Tom Ivacko (MPA ’93), interim director of CLOSUP, describes the annual tracking of those key issues as “running film” of the economic health of the state’s local governments. While in many counties the reported outlook is markedly improved since 2009, the data reveal huge challenges.
“The system of funding local government in Michigan is broken,” Ivacko says, naming it the biggest issue the MPPS has identified. Michigan offers few revenue mechanisms for localities to employ, even as it has cut revenue sharing and kept strict caps on local property tax growth.
Ivacko explains that at one time the state judged a locality’s fiscal health on a 10-point indicator scale using administrative data, but academic research pointed to flaws in that system.
More recently, Stephanie Leiser, Sarah Mills, and others cross-tabulated data from the state’s former indicator system with MPPS-collected data, in which localities describe their fiscal health.

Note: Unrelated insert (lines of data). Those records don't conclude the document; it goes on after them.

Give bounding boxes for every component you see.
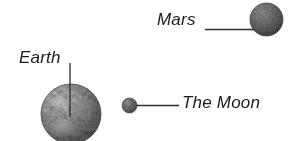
moon-label: The Moon	[182, 94, 260, 111]
earth-body	[41, 84, 101, 141]
mars-body	[248, 1, 285, 38]
astronomy-scale-figure: Mars Earth The Moon	[0, 0, 297, 141]
mars-label: Mars	[157, 11, 196, 28]
moon-body	[121, 97, 139, 115]
earth-label: Earth	[19, 49, 61, 66]
figure-canvas	[0, 0, 297, 141]
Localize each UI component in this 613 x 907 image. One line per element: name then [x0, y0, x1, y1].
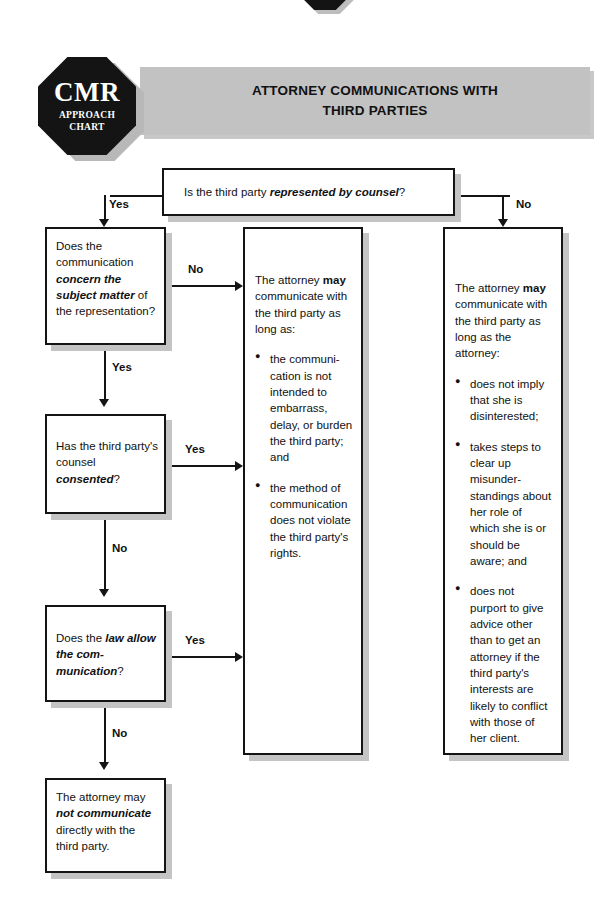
outcome-middle-lead-emphasis: may — [323, 274, 346, 286]
edge-q2-yes-arrowhead — [235, 461, 243, 471]
question-root-text: Is the third party represented by counse… — [164, 184, 405, 200]
edge-q1-no-horizontal — [165, 285, 237, 287]
edge-label-q0-no: No — [516, 198, 531, 210]
question-consented-text: Has the third party's counsel consented? — [47, 416, 164, 487]
page-title-line-1: ATTORNEY COMMUNICATIONS WITH — [252, 83, 498, 98]
edge-label-q3-no: No — [112, 727, 127, 739]
outcome-box-may-not-communicate: The attorney may not communicate directl… — [45, 778, 166, 873]
question-law-allows-text: Does the law allow the com­munication? — [47, 607, 164, 679]
question-law-allows-part1: Does the — [56, 632, 105, 644]
list-item: the method of communication does not vio… — [255, 480, 353, 562]
outcome-panel-may-communicate-conditions: The attorney may communicate with the th… — [243, 227, 363, 755]
question-subject-matter-part1: Does the communication — [56, 240, 133, 268]
edge-q2-no-vertical — [104, 514, 106, 590]
list-item: does not purport to give advice other th… — [455, 583, 553, 746]
edge-q1-yes-arrowhead — [99, 399, 109, 407]
question-consented-part1: Has the third party's counsel — [56, 440, 158, 468]
outcome-right-lead: The attorney may communicate with the th… — [455, 280, 553, 362]
logo-subtitle-line-1: APPROACH — [59, 110, 115, 120]
question-box-law-allows-communication: Does the law allow the com­munication? — [45, 605, 166, 702]
edge-label-q1-yes: Yes — [112, 361, 132, 373]
outcome-panel-unrepresented-party-conditions: The attorney may communicate with the th… — [443, 227, 563, 755]
edge-q0-yes-arrowhead — [99, 219, 109, 227]
edge-q2-yes-horizontal — [165, 465, 237, 467]
edge-label-q3-yes: Yes — [185, 634, 205, 646]
edge-q3-yes-horizontal — [165, 656, 237, 658]
question-consented-part2: ? — [114, 473, 120, 485]
outcome-may-not-part1: The attorney may — [56, 791, 145, 803]
logo-brand-text: CMR — [54, 79, 120, 106]
edge-q3-yes-arrowhead — [235, 652, 243, 662]
question-root-emphasis: represented by counsel — [270, 186, 399, 198]
outcome-may-not-emphasis: not communicate — [56, 807, 151, 819]
list-item: takes steps to clear up misunder­standin… — [455, 439, 553, 570]
edge-q0-no-arrowhead — [498, 219, 508, 227]
header-bar: ATTORNEY COMMUNICATIONS WITH THIRD PARTI… — [140, 67, 590, 135]
outcome-middle-lead: The attorney may communicate with the th… — [255, 272, 353, 337]
list-item: does not imply that she is disinterested… — [455, 376, 553, 425]
logo-subtitle: APPROACH CHART — [59, 110, 115, 133]
outcome-middle-bullet-list: the communi­cation is not intended to em… — [255, 351, 353, 561]
question-law-allows-part2: ? — [117, 665, 123, 677]
question-subject-matter-text: Does the communication concern the subje… — [47, 229, 164, 320]
question-root-prefix: Is the third party — [184, 186, 270, 198]
outcome-right-content: The attorney may communicate with the th… — [445, 229, 561, 747]
logo-subtitle-line-2: CHART — [69, 122, 104, 132]
outcome-may-not-part2: directly with the third party. — [56, 824, 135, 852]
edge-q1-yes-vertical — [104, 345, 106, 400]
question-consented-emphasis: consented — [56, 473, 114, 485]
flowchart-page: ATTORNEY COMMUNICATIONS WITH THIRD PARTI… — [0, 0, 613, 907]
outcome-right-bullet-list: does not imply that she is disinterested… — [455, 376, 553, 747]
edge-q0-no-vertical — [502, 195, 504, 221]
edge-label-q2-no: No — [112, 542, 127, 554]
edge-q3-no-vertical — [104, 702, 106, 762]
list-item: the communi­cation is not intended to em… — [255, 351, 353, 465]
edge-q3-no-arrowhead — [99, 762, 109, 770]
edge-q2-no-arrowhead — [99, 589, 109, 597]
outcome-middle-lead-part1: The attorney — [255, 274, 323, 286]
edge-label-q0-yes: Yes — [109, 198, 129, 210]
edge-label-q2-yes: Yes — [185, 443, 205, 455]
outcome-middle-content: The attorney may communicate with the th… — [245, 229, 361, 561]
question-root-suffix: ? — [399, 186, 405, 198]
page-title: ATTORNEY COMMUNICATIONS WITH THIRD PARTI… — [232, 81, 498, 120]
outcome-may-not-communicate-text: The attorney may not communicate directl… — [47, 780, 164, 854]
edge-label-q1-no: No — [188, 263, 203, 275]
edge-q0-yes-horizontal — [110, 195, 164, 197]
question-box-subject-matter: Does the communication concern the subje… — [45, 227, 166, 345]
edge-q1-no-arrowhead — [235, 281, 243, 291]
question-box-counsel-consented: Has the third party's counsel consented? — [45, 414, 166, 514]
outcome-right-lead-part2: communicate with the third party as long… — [455, 298, 547, 359]
page-title-line-2: THIRD PARTIES — [322, 103, 427, 118]
outcome-right-lead-part1: The attorney — [455, 282, 523, 294]
edge-q0-yes-vertical — [104, 195, 106, 221]
outcome-middle-lead-part2: communicate with the third party as long… — [255, 290, 347, 335]
outcome-right-lead-emphasis: may — [523, 282, 546, 294]
question-box-represented-by-counsel: Is the third party represented by counse… — [162, 168, 455, 216]
question-subject-matter-emphasis: concern the subject matter — [56, 273, 135, 301]
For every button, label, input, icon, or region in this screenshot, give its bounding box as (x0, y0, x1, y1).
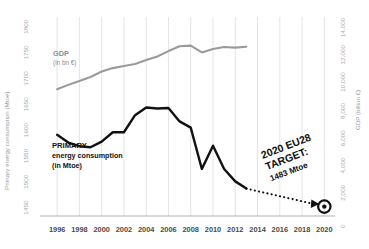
pec-label-line2: energy consumption (52, 151, 123, 160)
y-axis-left-tick-label: 1650 (22, 97, 29, 112)
line-chart: 14501500155016001650170017501800 02,0004… (0, 0, 369, 249)
x-axis-tick-label: 2016 (272, 225, 288, 234)
x-axis-tick-label: 2002 (116, 225, 132, 234)
pec-label-title: PRIMARY (52, 141, 87, 150)
chart-container: 14501500155016001650170017501800 02,0004… (0, 0, 369, 249)
y-axis-left-title: Primary energy consumption (Mtoe) (3, 92, 10, 190)
y-axis-left-tick-label: 1600 (22, 123, 29, 138)
x-axis-tick-label: 2014 (249, 225, 266, 234)
gdp-label-unit: (in bn €) (53, 59, 76, 67)
x-axis-tick-label: 2008 (183, 225, 199, 234)
y-axis-left-tick-label: 1550 (22, 148, 29, 163)
gdp-label-title: GDP (53, 49, 69, 58)
y-axis-right-tick-label: 12,000 (339, 44, 346, 64)
y-axis-right-tick-label: 6,000 (339, 130, 346, 146)
x-axis-tick-label: 2010 (205, 225, 221, 234)
x-axis-tick-label: 2020 (316, 225, 332, 234)
x-axis-tick-label: 1998 (71, 225, 87, 234)
y-axis-right-tick-label: 10,000 (339, 72, 346, 92)
y-axis-left-tick-label: 1450 (22, 200, 29, 215)
y-axis-right-tick-label: 2,000 (339, 184, 346, 200)
x-axis-tick-label: 1996 (49, 225, 65, 234)
x-axis-tick-label: 2006 (160, 225, 176, 234)
y-axis-left-tick-label: 1700 (22, 71, 29, 86)
y-axis-right-tick-label: 0 (339, 224, 346, 228)
pec-label-line3: (in Mtoe) (52, 161, 83, 170)
y-axis-left-tick-label: 1500 (22, 174, 29, 189)
x-axis-tick-label: 2012 (227, 225, 243, 234)
y-axis-left-tick-label: 1800 (22, 19, 29, 34)
x-axis-tick-label: 2004 (138, 225, 155, 234)
y-axis-right-tick-label: 14,000 (339, 17, 346, 37)
y-axis-right-title: GDP (billion €) (354, 90, 361, 130)
y-axis-right-tick-label: 8,000 (339, 103, 346, 119)
y-axis-left-tick-label: 1750 (22, 45, 29, 60)
x-axis-tick-label: 2000 (93, 225, 109, 234)
x-axis-tick-label: 2018 (294, 225, 310, 234)
y-axis-right-tick-label: 4,000 (339, 157, 346, 173)
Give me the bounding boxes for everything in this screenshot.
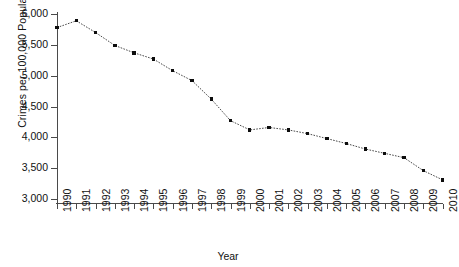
data-point	[383, 152, 386, 155]
data-point	[345, 142, 348, 145]
data-point	[441, 178, 444, 181]
data-point	[267, 126, 270, 129]
data-point	[422, 169, 425, 172]
data-point	[94, 31, 97, 34]
data-point	[132, 51, 135, 54]
data-point	[171, 69, 174, 72]
data-point	[248, 128, 251, 131]
data-point	[287, 128, 290, 131]
data-point	[325, 137, 328, 140]
data-point	[75, 19, 78, 22]
data-point	[402, 156, 405, 159]
data-point	[210, 97, 213, 100]
data-point	[55, 26, 58, 29]
data-point	[306, 132, 309, 135]
data-point	[190, 79, 193, 82]
data-point	[113, 44, 116, 47]
data-point	[364, 147, 367, 150]
data-point	[152, 57, 155, 60]
data-point	[229, 119, 232, 122]
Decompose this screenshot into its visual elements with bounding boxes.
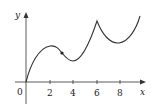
y-axis-label: y <box>14 10 21 20</box>
inflection-point-dot <box>60 51 63 54</box>
x-tick-label-6: 6 <box>94 88 100 98</box>
y-axis-arrow-icon <box>24 12 29 18</box>
x-axis-label: x <box>140 87 145 97</box>
function-curve <box>26 16 140 82</box>
x-axis-arrow-icon <box>140 80 146 85</box>
chart: 0 2 4 6 8 x y <box>0 0 151 110</box>
origin-label: 0 <box>17 87 23 97</box>
x-tick-label-8: 8 <box>117 88 123 98</box>
x-tick-label-2: 2 <box>47 88 53 98</box>
x-tick-label-4: 4 <box>70 88 76 98</box>
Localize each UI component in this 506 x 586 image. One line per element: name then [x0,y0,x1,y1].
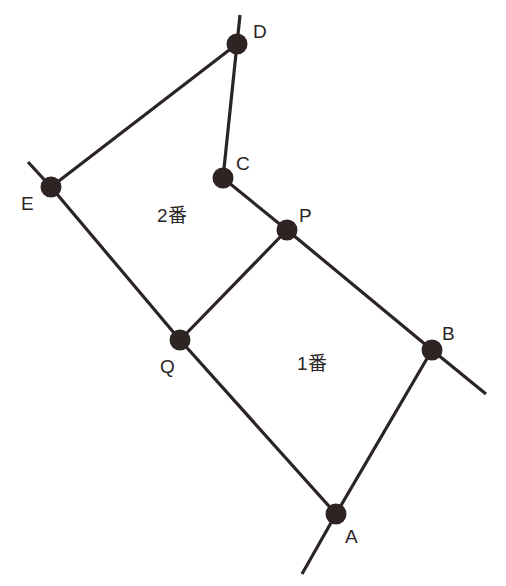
node-label-a: A [345,526,358,547]
node-label-d: D [253,21,267,42]
node-c [213,168,234,189]
edge-b-a [336,350,432,514]
edge-c-p [223,178,287,230]
node-b [422,340,443,361]
node-p [277,220,298,241]
edges-group [51,44,432,514]
node-q [170,330,191,351]
node-label-q: Q [160,356,175,377]
region-1-label: 1番 [297,353,327,374]
edge-d-e [51,44,237,187]
node-label-c: C [236,153,250,174]
edge-p-q [180,230,287,340]
node-label-p: P [299,205,312,226]
region-2-label: 2番 [157,205,187,226]
edge-d-c [223,44,237,178]
edge-p-b [287,230,432,350]
node-a [326,504,347,525]
node-labels-group: DECPQBA [21,21,455,547]
node-label-e: E [21,193,34,214]
node-e [41,177,62,198]
stubs-group [28,15,486,574]
network-diagram: DECPQBA 2番1番 [0,0,506,586]
node-d [227,34,248,55]
node-label-b: B [442,323,455,344]
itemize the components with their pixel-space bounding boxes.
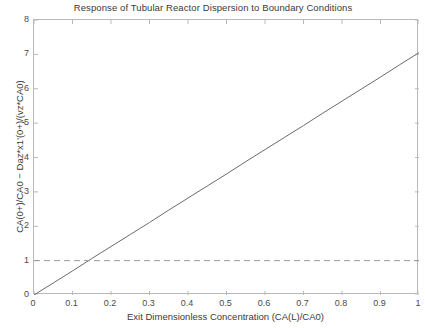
y-tick-label: 8 bbox=[3, 14, 29, 24]
x-tick-label: 0.7 bbox=[296, 298, 309, 308]
y-tick-label: 3 bbox=[3, 186, 29, 196]
x-tick-label: 0.3 bbox=[142, 298, 155, 308]
x-tick-label: 0.6 bbox=[258, 298, 271, 308]
x-tick-label: 0.4 bbox=[181, 298, 194, 308]
y-tick-label: 0 bbox=[3, 289, 29, 299]
plot-svg bbox=[34, 20, 419, 295]
axis-tick-marks bbox=[34, 20, 419, 295]
x-tick-label: 1 bbox=[415, 298, 420, 308]
y-tick-label: 2 bbox=[3, 220, 29, 230]
data-series-group bbox=[34, 53, 419, 295]
x-axis-label: Exit Dimensionless Concentration (CA(L)/… bbox=[33, 311, 418, 322]
plot-area bbox=[33, 19, 418, 294]
y-tick-label: 5 bbox=[3, 117, 29, 127]
x-axis-tick-labels: 00.10.20.30.40.50.60.70.80.91 bbox=[33, 298, 418, 312]
y-tick-label: 7 bbox=[3, 48, 29, 58]
x-tick-label: 0.8 bbox=[335, 298, 348, 308]
x-tick-label: 0.9 bbox=[373, 298, 386, 308]
y-axis-tick-labels: 012345678 bbox=[0, 19, 29, 294]
x-tick-label: 0.2 bbox=[104, 298, 117, 308]
y-tick-label: 6 bbox=[3, 83, 29, 93]
chart-title: Response of Tubular Reactor Dispersion t… bbox=[0, 2, 426, 13]
y-tick-label: 4 bbox=[3, 152, 29, 162]
x-tick-label: 0.5 bbox=[219, 298, 232, 308]
series-inlet-boundary-response bbox=[34, 53, 419, 295]
y-tick-label: 1 bbox=[3, 255, 29, 265]
x-tick-label: 0 bbox=[30, 298, 35, 308]
x-tick-label: 0.1 bbox=[65, 298, 78, 308]
figure-canvas: Response of Tubular Reactor Dispersion t… bbox=[0, 0, 426, 328]
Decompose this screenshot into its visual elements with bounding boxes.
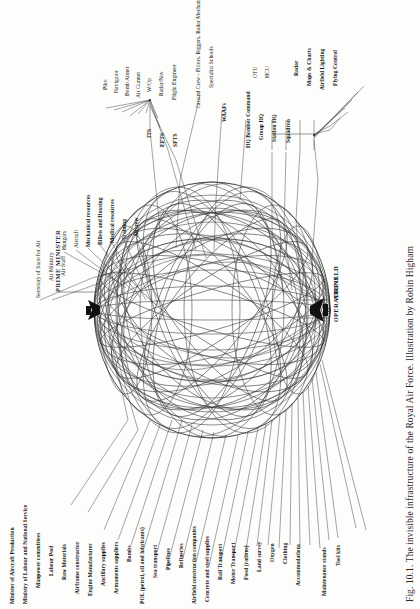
hub-label-operations: OPERATIONS <box>333 277 339 322</box>
label-labour-pool: Labour Pool <box>49 546 55 576</box>
label-mechanical-resources: Mechanical resources <box>86 194 92 247</box>
label-hangars: Hangars <box>62 231 68 250</box>
label-airfield-lighting: Airfield Lighting <box>320 49 326 90</box>
label-flying-control: Flying Control <box>333 50 339 86</box>
label-land-survey: Land survey <box>257 541 263 572</box>
label-oxygen: Oxygen <box>270 543 276 562</box>
figure-plate: PRIME MINISTER AIRFIELD OPERATIONS Secre… <box>0 0 420 609</box>
label-navigator: Navigator <box>114 70 120 93</box>
label-air-ministry: Air Ministry <box>49 252 55 281</box>
pole-markers <box>86 298 328 322</box>
label-food-rations: Food (rations) <box>244 545 250 580</box>
label-its: ITS <box>147 129 153 138</box>
label-rail-transport: Rail Transport <box>218 544 224 580</box>
label-sfts: SFTS <box>173 133 179 147</box>
label-training: Training <box>122 219 128 240</box>
label-flight-engineer: Flight Engineer <box>172 64 178 100</box>
label-station-hq: Station HQ <box>272 114 278 142</box>
label-hq-bomber-command: HQ Bomber Command <box>246 91 252 148</box>
label-ministry-of-labour: Ministry of Labour and National Service <box>23 505 29 604</box>
label-bombs: Bombs <box>127 545 133 562</box>
label-airfield-construction-companies: Airfield construction companies <box>192 526 198 604</box>
label-refineries: Refineries <box>179 543 185 568</box>
label-engine-manufacturer: Engine Manufacturer <box>88 543 94 596</box>
label-armaments-suppliers: Armaments suppliers <box>114 542 120 594</box>
label-raw-materials: Raw Materials <box>62 544 68 580</box>
label-pipelines: Pipelines <box>166 548 172 570</box>
label-maintenance-stands: Maintenance stands <box>322 547 328 596</box>
label-aircraft: Aircraft <box>74 230 80 248</box>
label-ground-crew: Ground Crew - Fitters, Riggers, Radar Me… <box>196 0 202 108</box>
label-medical-resources: Medical resources <box>110 199 116 243</box>
figure-page: PRIME MINISTER AIRFIELD OPERATIONS Secre… <box>0 0 420 609</box>
label-radar-nav: Radar/Nav <box>159 71 165 96</box>
label-hcu: HCU <box>265 66 271 78</box>
label-waafs: WAAFs <box>222 103 228 122</box>
label-aircrew: Aircrew <box>134 217 140 237</box>
label-bomb-aimer: Bomb Aimer <box>125 66 131 96</box>
label-specialist-schools: Specialist Schools <box>209 46 215 88</box>
label-sea-transport: Sea transport <box>153 545 159 578</box>
label-minister-of-aircraft-production: Minister of Aircraft Production <box>10 527 16 604</box>
label-maps-and-charts: Maps & Charts <box>307 48 313 86</box>
label-efts: EFTS <box>160 133 166 147</box>
label-pol: POL (petrol, oil and lubricants) <box>140 527 146 604</box>
label-tool-kits: Tool kits <box>336 545 342 566</box>
diagram-artwork <box>0 0 420 609</box>
label-manpower-committees: Manpower committees <box>36 533 42 588</box>
label-billets-and-housing: Billets and Housing <box>98 197 104 245</box>
label-motor-transport: Motor Transport <box>231 543 237 584</box>
label-squadron: Squadron <box>286 119 292 143</box>
label-otu: OTU <box>253 66 259 78</box>
leader-lines-groundcrew <box>176 95 246 250</box>
label-concrete-and-steel-supplies: Concrete and steel supplies <box>205 536 211 602</box>
label-air-staff: Air Staff <box>61 256 67 276</box>
label-air-gunner: Air Gunner <box>136 72 142 98</box>
label-airframe-constructor: Airframe constructor <box>75 542 81 594</box>
figure-caption: Fig. 10.1. The invisible infrastructure … <box>406 246 416 602</box>
label-group-hq: Group HQ <box>259 114 265 140</box>
label-accommodations: Accommodations <box>296 544 302 586</box>
label-radar: Radar <box>294 61 300 76</box>
label-secretary-of-state-for-air: Secretary of State for Air <box>36 240 42 298</box>
label-clothing: Clothing <box>283 543 289 564</box>
label-wop: W/Op <box>147 78 153 92</box>
label-ancillary-supplies: Ancillary supplies <box>101 542 107 586</box>
label-pilot: Pilot <box>103 79 109 90</box>
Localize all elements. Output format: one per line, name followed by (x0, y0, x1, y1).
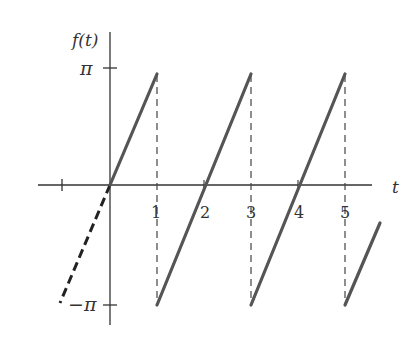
x-axis-label: t (392, 177, 399, 197)
y-axis-label: f(t) (70, 30, 98, 50)
y-tick-label-neg-pi: −π (68, 293, 97, 315)
dashed-extension (60, 185, 110, 303)
x-tick-label-2: 2 (200, 203, 210, 222)
sawtooth-series (110, 74, 380, 305)
x-tick-label-3: 3 (246, 203, 256, 222)
x-tick-label-5: 5 (340, 203, 350, 222)
x-tick-label-1: 1 (151, 203, 161, 222)
sawtooth-chart: f(t) t π −π 1 2 3 4 5 (0, 0, 418, 339)
x-tick-label-4: 4 (294, 203, 304, 222)
y-tick-label-pi: π (79, 57, 93, 79)
discontinuity-guides (157, 75, 345, 303)
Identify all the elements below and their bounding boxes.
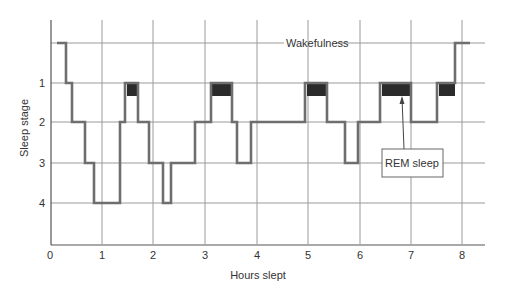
- grid: [51, 20, 485, 244]
- svg-text:3: 3: [202, 249, 208, 261]
- svg-text:7: 7: [408, 249, 414, 261]
- x-axis-title: Hours slept: [230, 269, 286, 281]
- y-tick-labels: 1 2 3 4: [39, 77, 45, 209]
- svg-text:5: 5: [305, 249, 311, 261]
- x-tick-labels: 0 1 2 3 4 5 6 7 8: [47, 249, 465, 261]
- y-axis-title: Sleep stage: [18, 99, 30, 157]
- rem-block-4: [382, 84, 410, 96]
- axes: [51, 20, 485, 245]
- svg-text:4: 4: [254, 249, 260, 261]
- svg-text:2: 2: [150, 249, 156, 261]
- svg-text:6: 6: [357, 249, 363, 261]
- rem-blocks: [127, 84, 455, 96]
- svg-text:4: 4: [39, 197, 45, 209]
- hypnogram-chart: Wakefulness REM sleep 1 2 3 4 0 1 2 3 4 …: [0, 0, 505, 288]
- wakefulness-label: Wakefulness: [286, 37, 349, 49]
- svg-text:2: 2: [39, 116, 45, 128]
- rem-block-3: [307, 84, 326, 96]
- svg-text:0: 0: [47, 249, 53, 261]
- rem-block-5: [439, 84, 455, 96]
- svg-text:1: 1: [99, 249, 105, 261]
- rem-sleep-label: REM sleep: [385, 157, 439, 169]
- svg-text:8: 8: [459, 249, 465, 261]
- svg-text:1: 1: [39, 77, 45, 89]
- sleep-stage-line: [57, 43, 470, 203]
- rem-block-2: [212, 84, 231, 96]
- rem-block-1: [127, 84, 137, 96]
- rem-callout: REM sleep: [382, 96, 443, 177]
- svg-text:3: 3: [39, 157, 45, 169]
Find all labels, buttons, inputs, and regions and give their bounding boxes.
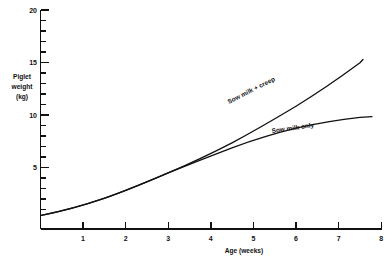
x-tick-label-1: 1: [81, 235, 85, 242]
x-tick-label-6: 6: [294, 235, 298, 242]
x-axis-major-ticks: [83, 222, 381, 229]
y-axis-title-line3: (kg): [16, 93, 28, 101]
series-label-sow-milk-only: Sow milk only: [271, 121, 315, 135]
y-tick-label-5: 5: [33, 164, 37, 171]
y-axis-title-line2: weight: [11, 83, 34, 91]
y-tick-label-15: 15: [29, 59, 37, 66]
chart-container: 20 15 10 5 1 2 3 4 5 6 7 8 Piglet weight…: [0, 0, 388, 263]
x-tick-label-7: 7: [337, 235, 341, 242]
x-tick-label-2: 2: [124, 235, 128, 242]
y-axis-title-line1: Piglet: [13, 73, 32, 81]
y-tick-label-20: 20: [29, 7, 37, 14]
x-tick-label-5: 5: [251, 235, 255, 242]
series-line-sow-milk-plus-creep: [41, 60, 363, 216]
series-label-sow-milk-plus-creep: Sow milk + creep: [226, 75, 276, 106]
x-axis-title: Age (weeks): [225, 247, 263, 255]
x-tick-label-4: 4: [209, 235, 213, 242]
x-tick-label-8: 8: [379, 235, 383, 242]
y-axis-major-ticks: [41, 10, 49, 168]
series-line-sow-milk-only: [41, 117, 372, 216]
x-tick-label-3: 3: [166, 235, 170, 242]
piglet-growth-chart: 20 15 10 5 1 2 3 4 5 6 7 8 Piglet weight…: [0, 0, 388, 263]
y-tick-label-10: 10: [29, 112, 37, 119]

The MPPS captured concerns that weren’t reflected in the state’s administrative data. CLOSUP and Leiser are now expanding this research with a team of Ford School students, to identify better ways for states to monitor local fiscal health.
Fiscal health is not the only longitudinal tracking the MPPS does. The survey also regularly collects data on local government employee pay and benefits, trust in government, citizen engagement, environmental policy, and public sector unions, among other topics.
It will be no surprise to Michiganders to hear that the condition of Michigan’s roads and other infrastructure has stood out as a concern.
“In the first survey, we asked respondents to list the top three greatest challenges their communities were facing. In our most recent survey launched 10 years later, we asked the same question, the same way. Roads were in the top three in 2009, and remain among the most frequently named problems today.”
While there’s been little progress on some issues, in other areas the MPPS has found great strides. One concept tracked by the MPPS has been the economic development approach known as “placemaking,” in which communities capitalize on unique assets to create places where talented people want to live, work, and play. The MPPS has documented how local leaders have become increasingly confident in this new approach over time.
The MPPS also polls on timely topics with input from partner organizations and other advisors. The opioid crisis, housing, poverty, wind power, medical marijuana, and K-12 education are just a few of the topics that make up the 68 total issues covered in 75 reports.
Timely polling leads to informed legislation. “The MPPS data has been used to inform lawmakers when [the Michigan Townships Association] testified on bills. The outcome is legislation that better serves the public interest, accomplishes its intended objective, and avoids unintended outcomes,” says Larry Merrill, senior consultant, Public Policy Associates and former executive director of the Michigan Townships Association.
“We’ve learned a ton in a decade and can learn a ton more in the next 10 years,” Ivacko says. “MPPS has gathered unique data not available from any other source.” Through that work, the survey team has had a front seat view of Michigan’s history, and in the process has served the people of the state.
Read all 75 MPPS reports at closup.umich.edu. Better yet for the data wonks out there: anyone can download the MPPS data for free. CLOSUP staff deposit public-use datasets for each MPPS survey at U-M’s world-class data archive: icpsr.umich.edu.
Spotlight
CLOSUP in the Classroom
“CLOSUP in the Classroom” is an initiative that links the center’s research activities with teaching. Students in Debra Horner’s undergraduate class on Michigan Politics and Policy, for example, conduct original policy analyses using MPPS and other CLOSUP datasets. From autonomous vehicle development to drinking water infrastructure, students have examined some of the state’s most critical issues. Read Ashley Tjhung’s (BA ’19) working paper, Equitable Placemaking in Detroit: closup.umich.edu/equitable-placemaking-detroit.
Below is a printed version of this edition of State & Hill, the magazine of the Ford School. View previous editions.